“Mr. Wilson does not write as one who believes in a particular religion but rather as an intellectual who is being forced more and more into accepting religion as the only solution to the problem of the Outsider. In other words, the anxiety and uneasiness, the sheer horror of being oneself in the modern world is not to be cured by reason or even of study of philosophies which set out to explain them, like Existentialism; the unpleasant symptoms have to be lived through, leading to the worst, in order that the final, mystical experience may be attained. The Outsider has it within him to become a saint. Yet, though Mr. Wilson is drawn to religion, and all his arrows point that way, he never departs from his standards of intellectual analysis.”
“The secret of success is to be in harmony with existence, to be always calm to let each wave of life wash us a little farther up the shore.”
Cyril Connolly
“The artist one day falls through a hole in the brambles, and from that moment he is following the dark rapids of an underground river which may sometimes flow so near to the surface that the laughing ...”
Cyril Connolly
“Better to write for yourself and have no public, than to write for the public and have no self."[The New Statesman, February 25, 1933]”
Cyril Connolly
“Better to write for yourself and have no public, than to write for the public and have no self.”
Cyril Connolly
“Destroy him as you will, the bourgeois always bounces up — execute him, expropriate him, starve him out en masse, and he reappears in your children.”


- **About this exercise**: Each record must be retyped in full. No character may differ.

- **Data for analysis**:

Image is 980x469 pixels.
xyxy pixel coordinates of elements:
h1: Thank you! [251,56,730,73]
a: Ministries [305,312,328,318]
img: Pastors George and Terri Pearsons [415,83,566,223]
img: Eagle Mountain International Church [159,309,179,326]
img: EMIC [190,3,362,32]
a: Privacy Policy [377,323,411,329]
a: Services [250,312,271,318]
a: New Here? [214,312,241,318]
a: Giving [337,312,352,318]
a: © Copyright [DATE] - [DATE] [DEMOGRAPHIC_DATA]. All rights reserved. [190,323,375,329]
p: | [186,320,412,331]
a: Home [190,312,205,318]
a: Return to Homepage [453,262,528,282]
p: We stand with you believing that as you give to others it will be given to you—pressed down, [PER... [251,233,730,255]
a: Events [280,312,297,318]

- **Response for this exercise**:
Image is 980x469 pixels.
xyxy pixel coordinates of elements:
h1: Thank you! [251,56,730,73]
a: Ministries [305,312,328,318]
img: Pastors George and Terri Pearsons [415,83,566,223]
img: Eagle Mountain International Church [159,309,179,326]
img: EMIC [190,3,362,32]
a: Privacy Policy [377,323,411,329]
a: Services [250,312,271,318]
a: New Here? [214,312,241,318]
a: Giving [337,312,352,318]
a: © Copyright [DATE] - [DATE] [DEMOGRAPHIC_DATA]. All rights reserved. [190,323,375,329]
p: | [186,320,412,331]
a: Home [190,312,205,318]
a: Return to Homepage [453,262,528,282]
p: We stand with you believing that as you give to others it will be given to you—pressed down, [PER... [251,233,730,255]
a: Events [280,312,297,318]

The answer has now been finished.